Tuesday, January 22, 2008

Open Source Game Development: Partnering with Whom?

I'm sure it is tiresome for everyone involved, but I can't let slide without comment the posts over at the MacArthur Spotlight that are full of happy rhetoric about equality, inclusiveness, openness, etc. and based on proprietary software. In the latest installment, Colleen Macklin responds:

PETLab’s prototyping efforts focus not only on XNA/XBOX but on a wide range of gaming and design platforms, some commercial, some open source, some somewhere in-between. We are interested in developing relationships with a diverse set of companies and organizations in an effort to understand how pro-social themed games can enable different forms of learning.

The problem is that, while open source software development is deeply collaborative, the only thing you're going to get from your "partners" is code and maybe some moral support. You aren't going to get cash money. Microsoft will give you money. EA will give you money. The Python Foundation? Not so much. These projects are as dependent on income as any business; they have to chase the money.

The reason I nag about this stuff is not because I think it is clever or charming, but because in the long run there will have to be a reckoning. At some point, the foundations have to realize that it is a bad deal for them to underwrite projects based on proprietary software, even though corporations are willing to pick up some of the up front cost.

One of the reasons I'm having a little trouble taking simple pleasure in using my XO is because how that plays out, and in particular whether or not Sugar really works, will have a huge impact on how quickly this change happens. It is easy to imagine in three, for or five years people looking back at this period and seeing on one hand, MacArthur's investment in Second Life (unlikely to still be important), the XBox (third place gaming system), and various other forgotten non-commercial, non-free projects, and on the other hand, the OLPC Foundation's investment in Sugar and a subsequently explosive ecosystem of free software from around the world. Hopefully it will be obvious who is the model for the future. The possibilities just magnify my anxiety about Sugar's evident warts.

Later... It occurs to me that I should note Red Hat's investment in OLPC and Sugar. There are many examples of corporations contributing to open source development in general, however, there is no open source gaming industry, so it is particularly unlikely to happen in gaming research.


**Exercise instructions:** Locate the string "Involved" throughout the material and copy every line in which it occurs.

**Source material:**

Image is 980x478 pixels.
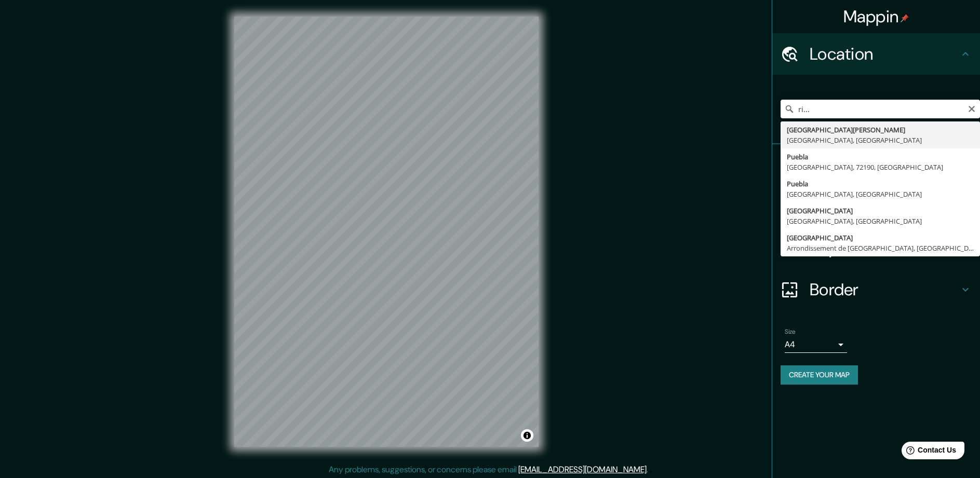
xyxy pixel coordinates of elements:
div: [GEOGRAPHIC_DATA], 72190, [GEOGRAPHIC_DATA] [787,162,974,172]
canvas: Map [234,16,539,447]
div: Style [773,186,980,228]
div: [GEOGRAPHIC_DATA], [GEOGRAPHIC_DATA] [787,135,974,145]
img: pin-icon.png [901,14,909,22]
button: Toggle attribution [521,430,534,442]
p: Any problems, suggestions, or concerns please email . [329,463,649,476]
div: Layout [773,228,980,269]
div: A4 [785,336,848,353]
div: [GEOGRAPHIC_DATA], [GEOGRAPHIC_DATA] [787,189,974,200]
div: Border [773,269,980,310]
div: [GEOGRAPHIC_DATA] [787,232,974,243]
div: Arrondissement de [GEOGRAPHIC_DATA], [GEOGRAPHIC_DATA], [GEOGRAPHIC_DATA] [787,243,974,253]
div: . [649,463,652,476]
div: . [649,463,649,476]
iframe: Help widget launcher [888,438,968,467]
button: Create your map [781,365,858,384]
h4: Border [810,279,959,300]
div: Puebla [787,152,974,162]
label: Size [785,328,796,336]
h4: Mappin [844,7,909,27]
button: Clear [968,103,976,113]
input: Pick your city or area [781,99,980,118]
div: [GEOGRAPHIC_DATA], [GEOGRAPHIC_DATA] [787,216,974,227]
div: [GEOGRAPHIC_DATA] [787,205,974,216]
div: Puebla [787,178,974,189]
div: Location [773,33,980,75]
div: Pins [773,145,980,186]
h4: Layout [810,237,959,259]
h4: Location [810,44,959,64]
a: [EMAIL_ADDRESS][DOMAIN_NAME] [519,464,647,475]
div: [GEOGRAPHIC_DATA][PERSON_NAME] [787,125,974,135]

---

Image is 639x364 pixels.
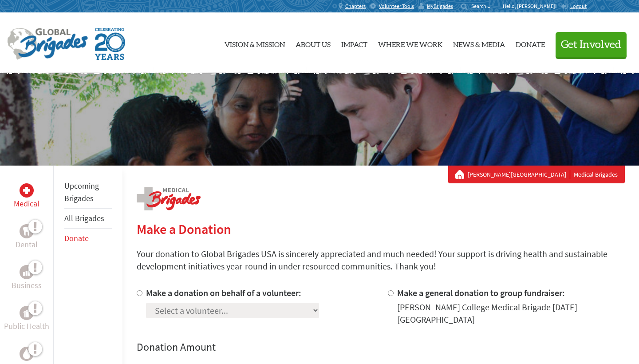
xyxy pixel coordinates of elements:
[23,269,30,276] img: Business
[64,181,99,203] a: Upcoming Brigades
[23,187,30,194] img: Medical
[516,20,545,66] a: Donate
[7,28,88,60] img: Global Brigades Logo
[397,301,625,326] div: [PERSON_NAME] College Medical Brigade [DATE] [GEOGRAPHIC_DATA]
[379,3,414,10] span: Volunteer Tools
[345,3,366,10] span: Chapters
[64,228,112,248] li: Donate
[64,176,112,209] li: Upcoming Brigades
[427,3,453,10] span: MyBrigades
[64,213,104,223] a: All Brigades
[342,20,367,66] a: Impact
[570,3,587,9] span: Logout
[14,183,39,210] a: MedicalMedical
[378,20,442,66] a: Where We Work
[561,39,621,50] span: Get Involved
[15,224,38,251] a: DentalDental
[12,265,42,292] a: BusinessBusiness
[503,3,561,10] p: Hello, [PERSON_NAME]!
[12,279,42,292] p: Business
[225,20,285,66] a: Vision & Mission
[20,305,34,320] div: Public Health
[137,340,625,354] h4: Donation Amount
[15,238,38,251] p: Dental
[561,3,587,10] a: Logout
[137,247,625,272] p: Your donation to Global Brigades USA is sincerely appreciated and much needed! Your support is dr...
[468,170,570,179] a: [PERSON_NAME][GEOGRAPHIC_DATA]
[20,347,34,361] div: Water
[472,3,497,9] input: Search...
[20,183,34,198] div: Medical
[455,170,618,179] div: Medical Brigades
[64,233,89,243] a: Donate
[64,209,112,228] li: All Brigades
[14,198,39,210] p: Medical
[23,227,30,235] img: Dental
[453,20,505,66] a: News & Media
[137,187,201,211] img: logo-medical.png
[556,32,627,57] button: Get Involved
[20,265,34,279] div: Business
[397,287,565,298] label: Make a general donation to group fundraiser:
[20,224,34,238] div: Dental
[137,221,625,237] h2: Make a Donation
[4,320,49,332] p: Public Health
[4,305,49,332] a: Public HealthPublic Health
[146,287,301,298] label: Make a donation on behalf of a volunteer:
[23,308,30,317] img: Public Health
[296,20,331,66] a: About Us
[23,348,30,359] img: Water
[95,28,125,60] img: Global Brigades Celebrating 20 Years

* * *

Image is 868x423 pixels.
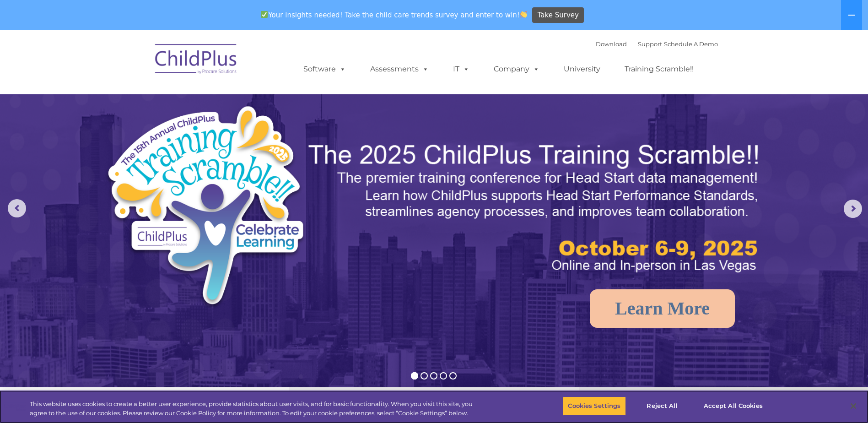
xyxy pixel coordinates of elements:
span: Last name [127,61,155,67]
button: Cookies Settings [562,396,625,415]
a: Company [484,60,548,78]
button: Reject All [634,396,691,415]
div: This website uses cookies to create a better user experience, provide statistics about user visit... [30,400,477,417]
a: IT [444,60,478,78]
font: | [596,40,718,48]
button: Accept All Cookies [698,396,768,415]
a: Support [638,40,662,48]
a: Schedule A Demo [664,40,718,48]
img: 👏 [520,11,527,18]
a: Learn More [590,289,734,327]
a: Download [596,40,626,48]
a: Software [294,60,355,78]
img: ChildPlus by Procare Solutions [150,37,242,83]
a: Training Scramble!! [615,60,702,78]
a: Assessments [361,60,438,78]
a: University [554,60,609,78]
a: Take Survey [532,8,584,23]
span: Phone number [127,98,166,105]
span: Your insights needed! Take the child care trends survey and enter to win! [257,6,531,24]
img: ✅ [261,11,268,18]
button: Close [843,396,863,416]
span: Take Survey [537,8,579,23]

**Expected output:**
[561,39,621,50] span: Get Involved
[556,32,627,57] button: Get Involved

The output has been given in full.